Robbie had been wildly impressed by Osei Boatin, the marquess’s African secretary, and Mary had hoped that would translate to an ambition to learn and even become a scholar, as Mr. Boatin was. But Robbie was a boy, and action spoke more loudly to him. Going to sea must seem a glorious career for a child who didn’t know the dangers and hardships.

“Mary, calm yourself,” Anne said, holding up one hand. “Madam,” she said, turning back to the gypsy, “is that all you were doing, telling his fortune?”

The woman shrugged, and Mary shrieked, a wail of mourning. “She’s trying to turn him, milady, can you no’ see that? She’s trying to make him into a gypsy, like those lads,” she said, pointing at two dirty boys, their clothes stained and their faces dark with grime. “God will punish you for this! Our Lord will rain down fire and brimstone upon you!” she cried, shaking her finger at the old woman.

“Mary, stop!” Anne said, appalled at her maid’s out-of-character behavior.

But Madam Kizzy, her expression full of fury, rose with difficulty and shrieked, “Curse you, woman. Curse you and all gajos, for you speak filth of us!”

“Both of you, stop it now!” Anne cried, both hands up and palm-out, toward the women. “Mary, start back to Harecross Hall. I’ll follow in one minute.”

“But, milady, I’ll no’ leave ya here alone,” she said, pushing Robbie away from the gypsy cart.

“Go now!” Anne looked into her pale eyes, the terror still there. “Go,” she said, more gently. “I will be just one minute, I promise.” The maid scurried away, dragging Robbie by one hand.

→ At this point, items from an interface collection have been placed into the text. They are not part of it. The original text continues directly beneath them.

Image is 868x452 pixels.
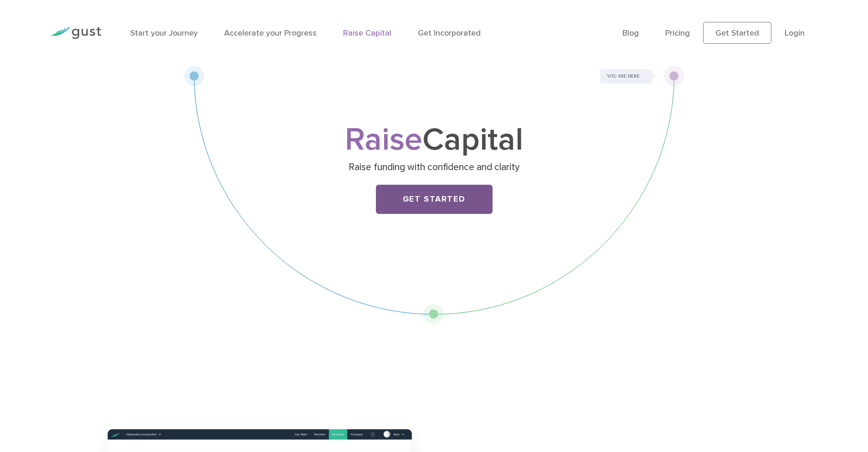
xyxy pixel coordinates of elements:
a: Login [785,29,805,38]
a: Raise Capital [343,29,392,38]
h1: Capital [254,125,615,155]
a: Blog [623,29,639,38]
a: Get Incorporated [418,29,481,38]
p: Raise funding with confidence and clarity [257,161,611,173]
a: Get Started [376,184,493,214]
img: Gust Logo [50,27,101,40]
a: Pricing [665,29,690,38]
a: Accelerate your Progress [224,29,317,38]
span: Raise [345,121,423,159]
a: Get Started [703,22,771,43]
a: Start your Journey [130,29,198,38]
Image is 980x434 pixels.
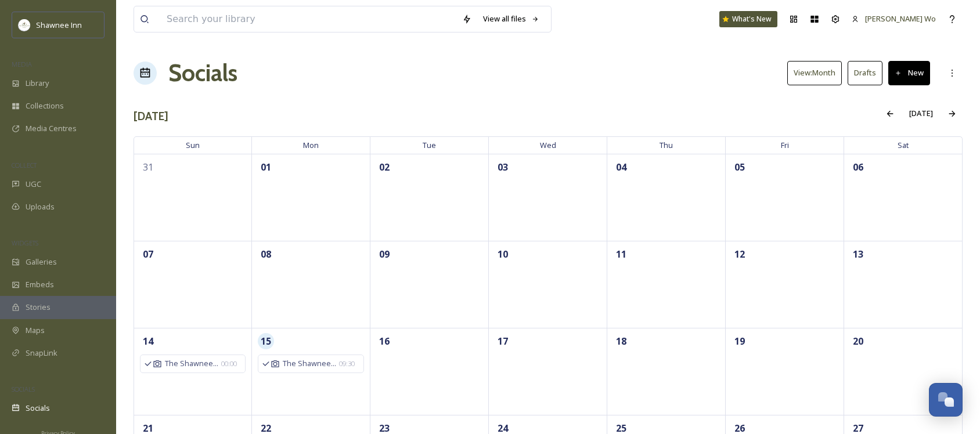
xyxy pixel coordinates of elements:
[477,7,545,30] a: View all files
[848,61,889,85] a: Drafts
[258,159,274,175] span: 01
[889,61,930,85] button: New
[904,102,939,124] div: [DATE]
[719,11,778,27] a: What's New
[12,239,38,247] span: WIDGETS
[12,60,32,69] span: MEDIA
[929,383,963,417] button: Open Chat
[168,56,237,90] a: Socials
[36,20,82,30] span: Shawnee Inn
[850,159,866,175] span: 06
[613,246,630,262] span: 11
[26,280,54,290] span: Embeds
[165,358,218,369] span: The Shawnee...
[26,123,76,134] span: Media Centres
[732,159,748,175] span: 05
[134,136,252,154] span: Sun
[726,136,844,154] span: Fri
[844,136,963,154] span: Sat
[495,246,511,262] span: 10
[732,334,748,349] span: 19
[339,359,355,369] span: 09:30
[495,334,511,349] span: 17
[489,136,607,154] span: Wed
[26,202,55,212] span: Uploads
[258,334,274,349] span: 15
[26,302,51,313] span: Stories
[613,334,630,349] span: 18
[850,246,866,262] span: 13
[495,159,511,175] span: 03
[26,100,64,111] span: Collections
[26,403,50,414] span: Socials
[376,159,392,175] span: 02
[161,7,456,32] input: Search your library
[865,13,936,24] span: [PERSON_NAME] Wo
[258,246,274,262] span: 08
[607,136,726,154] span: Thu
[848,61,883,85] button: Drafts
[26,179,41,190] span: UGC
[850,334,866,349] span: 20
[140,159,156,175] span: 31
[283,358,336,369] span: The Shawnee...
[140,246,156,262] span: 07
[370,136,489,154] span: Tue
[140,334,156,349] span: 14
[26,325,45,336] span: Maps
[26,348,57,358] span: SnapLink
[376,246,392,262] span: 09
[846,7,942,30] a: [PERSON_NAME] Wo
[613,159,630,175] span: 04
[12,385,35,393] span: SOCIALS
[376,334,392,349] span: 16
[26,78,49,89] span: Library
[787,61,842,85] button: View:Month
[134,108,168,124] h3: [DATE]
[222,359,237,369] span: 00:00
[252,136,370,154] span: Mon
[26,256,57,268] span: Galleries
[12,161,37,169] span: COLLECT
[732,246,748,262] span: 12
[18,19,30,31] img: shawnee-300x300.jpg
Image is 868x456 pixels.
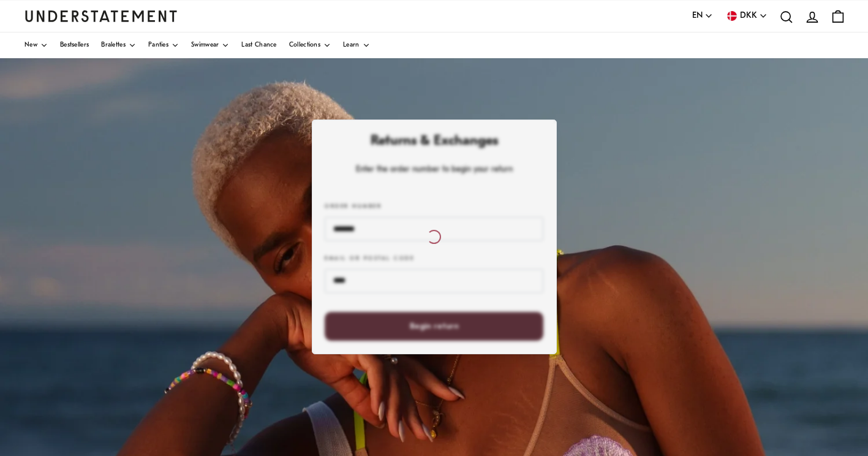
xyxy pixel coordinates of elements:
span: Learn [343,42,360,48]
a: Panties [148,33,179,58]
span: DKK [740,9,757,22]
span: Last Chance [241,42,276,48]
a: Collections [289,33,331,58]
span: Panties [148,42,169,48]
button: EN [693,9,713,22]
a: New [24,33,48,58]
a: Understatement Homepage [24,10,178,21]
span: Bestsellers [60,42,89,48]
a: Last Chance [241,33,276,58]
span: Swimwear [191,42,219,48]
a: Bralettes [101,33,136,58]
span: New [24,42,37,48]
span: Collections [289,42,321,48]
span: Bralettes [101,42,126,48]
a: Bestsellers [60,33,89,58]
a: Learn [343,33,370,58]
button: DKK [725,9,768,22]
a: Swimwear [191,33,229,58]
span: EN [693,9,703,22]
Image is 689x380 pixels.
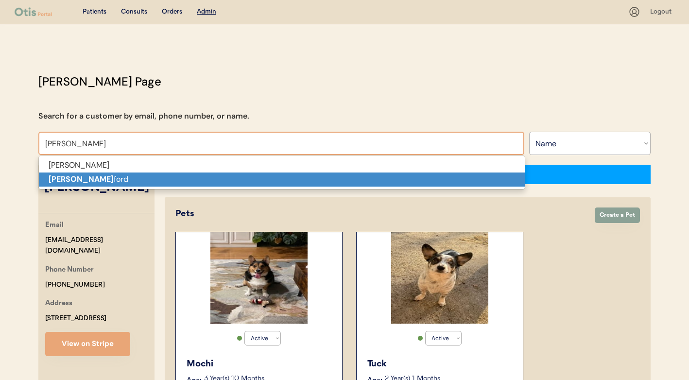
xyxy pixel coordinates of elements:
[650,7,674,17] div: Logout
[38,110,249,122] div: Search for a customer by email, phone number, or name.
[39,158,525,172] p: [PERSON_NAME]
[187,358,332,371] div: Mochi
[45,313,106,324] div: [STREET_ADDRESS]
[162,7,182,17] div: Orders
[45,298,72,310] div: Address
[49,174,114,184] strong: [PERSON_NAME]
[38,73,161,90] div: [PERSON_NAME] Page
[197,8,216,15] u: Admin
[45,279,105,290] div: [PHONE_NUMBER]
[39,172,525,187] p: ford
[367,358,513,371] div: Tuck
[595,207,640,223] button: Create a Pet
[175,207,585,221] div: Pets
[45,235,154,257] div: [EMAIL_ADDRESS][DOMAIN_NAME]
[45,332,130,356] button: View on Stripe
[210,232,307,324] img: IMG_2134.jpeg
[83,7,106,17] div: Patients
[45,220,64,232] div: Email
[121,7,147,17] div: Consults
[45,264,94,276] div: Phone Number
[38,132,524,155] input: Search by name
[391,232,488,324] img: %28Upload-from-mobile-1760461078%29IMG_2753.jpeg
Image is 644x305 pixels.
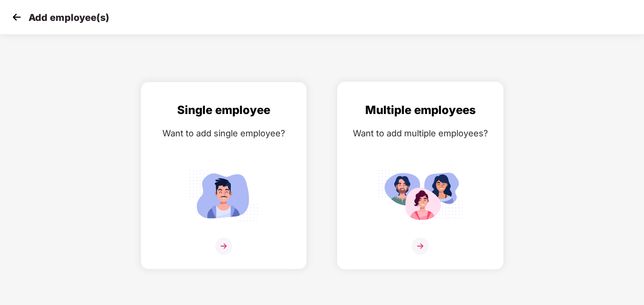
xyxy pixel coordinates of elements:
p: Add employee(s) [28,12,109,23]
div: Multiple employees [347,101,494,119]
img: svg+xml;base64,PHN2ZyB4bWxucz0iaHR0cDovL3d3dy53My5vcmcvMjAwMC9zdmciIGlkPSJTaW5nbGVfZW1wbG95ZWUiIH... [181,166,266,226]
div: Single employee [150,101,297,119]
div: Want to add multiple employees? [347,127,494,140]
img: svg+xml;base64,PHN2ZyB4bWxucz0iaHR0cDovL3d3dy53My5vcmcvMjAwMC9zdmciIHdpZHRoPSIzNiIgaGVpZ2h0PSIzNi... [412,238,429,255]
img: svg+xml;base64,PHN2ZyB4bWxucz0iaHR0cDovL3d3dy53My5vcmcvMjAwMC9zdmciIHdpZHRoPSIzMCIgaGVpZ2h0PSIzMC... [9,10,24,24]
img: svg+xml;base64,PHN2ZyB4bWxucz0iaHR0cDovL3d3dy53My5vcmcvMjAwMC9zdmciIHdpZHRoPSIzNiIgaGVpZ2h0PSIzNi... [215,238,232,255]
img: svg+xml;base64,PHN2ZyB4bWxucz0iaHR0cDovL3d3dy53My5vcmcvMjAwMC9zdmciIGlkPSJNdWx0aXBsZV9lbXBsb3llZS... [378,166,463,226]
div: Want to add single employee? [150,127,297,140]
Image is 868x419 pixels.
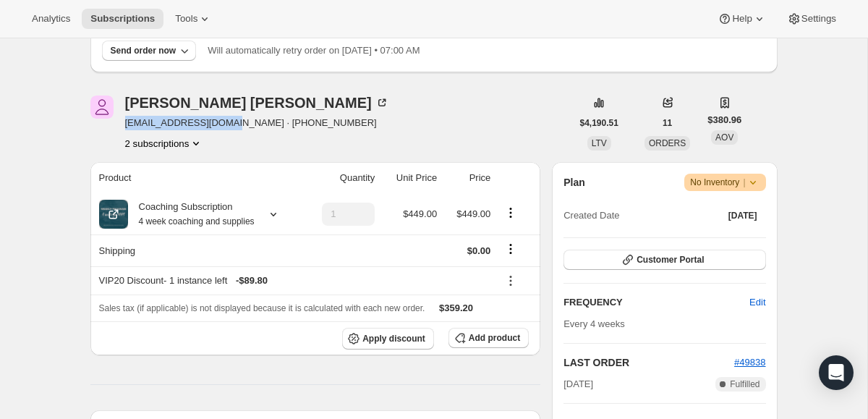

Anne turned to the gypsy woman and knelt, righting the cup and swiping away the liquid, an odd-smelling broth of some sort. “Madam, you must stop this ‘cursing’ nonsense if you expect to get along with others.”

“That woman,” Madam Kizzy muttered. “She has the voice like a screech owl at night.”

“Her son is precious to her, as your children are to you,” Anne said, sharply. “She’s very religious and doesn’t want her boy exposed to practices contrary to her church.”

“You … go now, too,” the old woman said, sinking down on her stool.

“I came all the way here to ask you to come to Harecross Hall to meet with my father. We must solve the troubles between your people and the villagers!”

“No, you go!” the woman said, looking tired.

Anne shook her head in exasperation. In all her years she could never figure out why the gypsy people seemed intent on making themselves disliked. The men worked hard and kept to themselves, the woman were intelligent and often beautiful, the children precocious and full of laughter and song, but … and this was the rub … they kept separate, and though the folk she knew in Hareham seemed to want it that way, still, it made the gypsies an object of suspicion. She turned to leave, but then turned back, examining the old woman, who sat hunched over her cards. “Madam, are you all right? Shall I call someone?”

“Just go.”

Anne headed away from the old gypsy woman, intent on speaking to Florrie again, but as she moved back toward the shaded center of the encampment, a loud crack shattered the peace of the day and Anne simultaneously heard a whizzing noise and felt a blow to her shoulder. She glanced down and saw a ribbon of red soaking the torn shoulder of her gown.